The You Docs: Cool off a fiery health wrecker

Published: January 6, 2013 

Is your body doing the slow (invisible) burn that fires up cancer, heart disease, stroke, diabetes and brain drain — and even increases wrinkles and hurts your sex life?

You can’t really feel inflammation until its damage is obvious, but the answer could be “yes” if you’ve got a wide waistline, a stressed-out schedule, a taste for fast and processed foods or a neglected container of dental floss in your bathroom.

If you’re mumbling, “Yikes, that’s me!” don’t panic ... yet. It’s true that inflammation makes cancer-stopping genes (you have ’em) impotent, leading to the development of new cancer; plus, it fuels existing small cancers and the buildup of heart-menacing plaque in arteries. But you can turn off inflammation.

Inflammation is an immune-system reaction to protect your body by getting the warriors of the immune system (your T-cells) marching off to war against invading disease-causing bugs and other cell-damaging intruders. But excess body fat, stress, foods like sugars and bad fats, simmering infections or even more candles on your birthday cake can cause the immune system to boost inflammation and keep it boosted.

As a result, your bloodstream gets overloaded with inflammatory chemicals that can do serious damage.

Drugs, such as lousy-LDL-cholesterol-lowering statins, cool off inflammation. And so can behavior like being active, quitting smoking, avoiding secondhand smoke, getting a flu shot and losing belly fat.

But don’t stop there. Here are five feel-good, drug-free strategies proven to douse inflammation’s slow burn:

- Dive into a bowl of berries, cherries or both. Raspberries, blueberries, strawberries and cranberries contain polyphenols that shut down inflammatory signals triggered by chemicals in your body.

- Pair citrus and dark chocolate. Flavonones in oranges and grapefruit can reduce inflammation enough to help lower your risk of stroke by 19 percent. A few bites of very dark chocolate (70 percent cocoa that’s low in added sugar) can chill out the fire within, too.

- Grill salmon or trout, or pop some walnuts, and take a supplement. Regularly getting good omega-3 fats (in fish and supplements) can reduce inflammation levels by 10 percent or more. And the omega-9s in olive oil also cool inflammation. If you’re not eating fish at least twice a week (and even if you are), we recommend taking 600 milligrams of DHA omega-3 fatty acids daily (900 mg for age 50 or older) and, based on incoming data, maybe 420 mg of omega-7 daily, too.

- Chill out with meditation. Sit in a comfortable chair in a quiet room, close your eyes, follow your breath — in, out, in, out — as you tense and relax each body part from toe to head.

- Upgrade your smile. Gingivitis, gum disease that leads to inflammation, starts simmering within days when you take a break from flossing. Floss every day, and see your dental professional regularly to maintain a sexy, healthy smile.

The You Docs — Mehmet Oz, host of “The Dr. Oz Show” and Mike Roizen of Cleveland Clinic — are authors of “YOU: Losing Weight.” To submit questions, go to www.RealAge.com. A King Features syndicate.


Exactly retype the opening line of the entries and every line after it, ending with the line that contains "Task: Click on the span: caret-down". Skip all pictures.

Data excerpts:
_ _ _

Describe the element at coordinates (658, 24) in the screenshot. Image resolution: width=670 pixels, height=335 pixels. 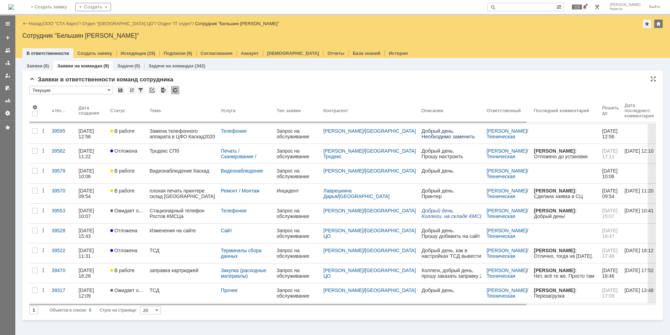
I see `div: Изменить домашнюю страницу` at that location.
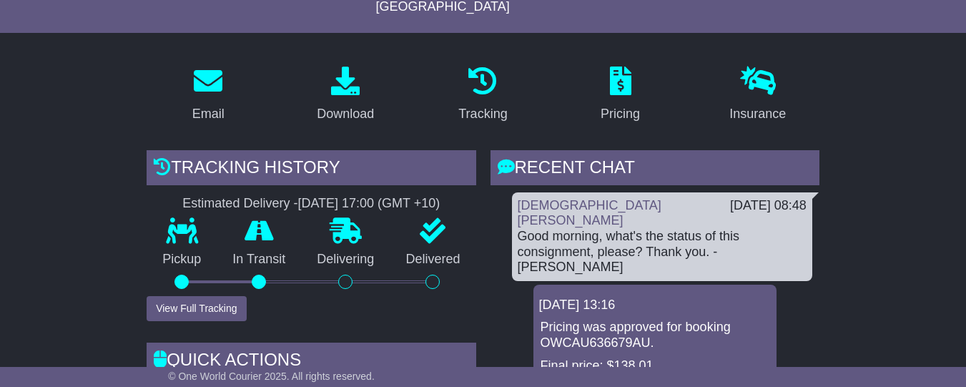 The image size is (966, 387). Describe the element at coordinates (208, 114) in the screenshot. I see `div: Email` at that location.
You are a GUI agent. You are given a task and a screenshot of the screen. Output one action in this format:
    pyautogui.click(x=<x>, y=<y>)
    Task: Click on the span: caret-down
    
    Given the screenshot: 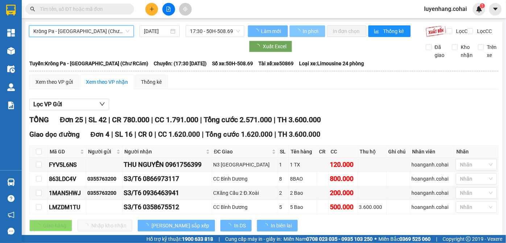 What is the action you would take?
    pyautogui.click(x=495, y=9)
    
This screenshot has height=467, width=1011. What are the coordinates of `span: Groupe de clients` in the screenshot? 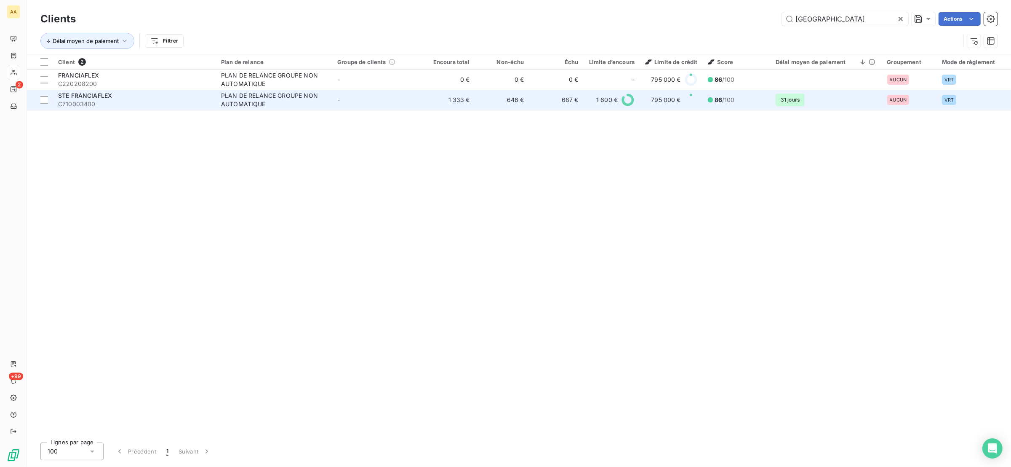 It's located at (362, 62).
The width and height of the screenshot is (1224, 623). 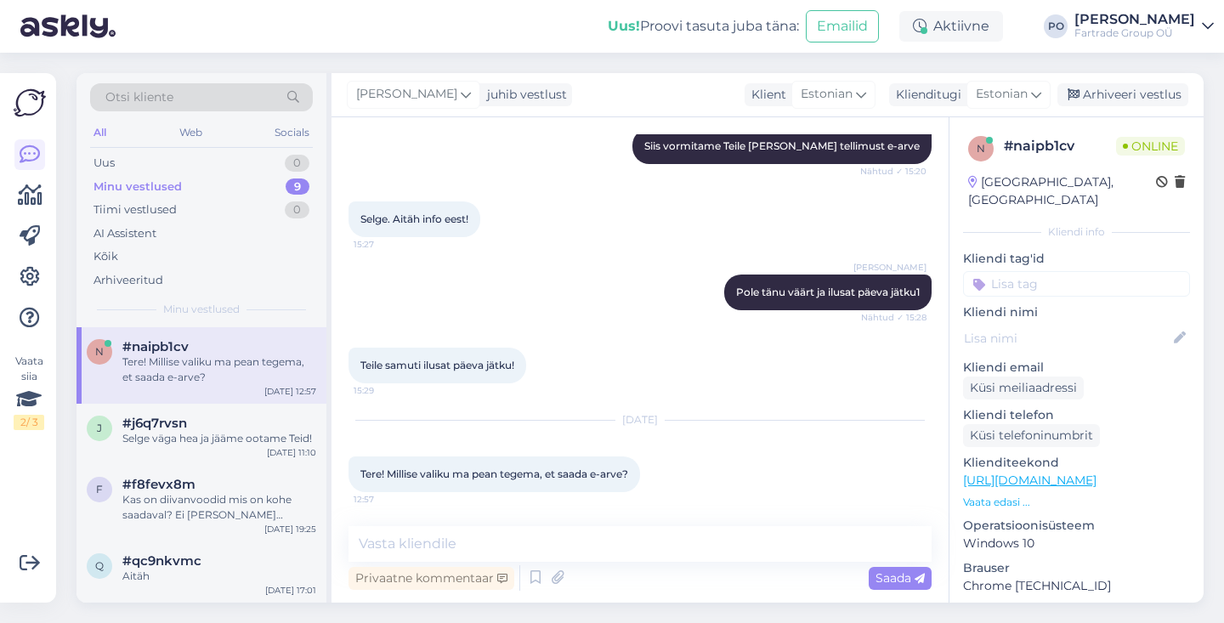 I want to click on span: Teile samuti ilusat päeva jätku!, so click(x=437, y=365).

_ _ _

Reply to the task:
Describe the element at coordinates (658, 24) in the screenshot. Image resolution: width=670 pixels, height=335 pixels. 
I see `div: Изменить домашнюю страницу` at that location.
 The image size is (966, 387). Describe the element at coordinates (208, 114) in the screenshot. I see `div: Email` at that location.
You are a GUI agent. You are given a task and a screenshot of the screen. Output one action in this format:
    pyautogui.click(x=<x>, y=<y>)
    Task: Click on the span: caret-down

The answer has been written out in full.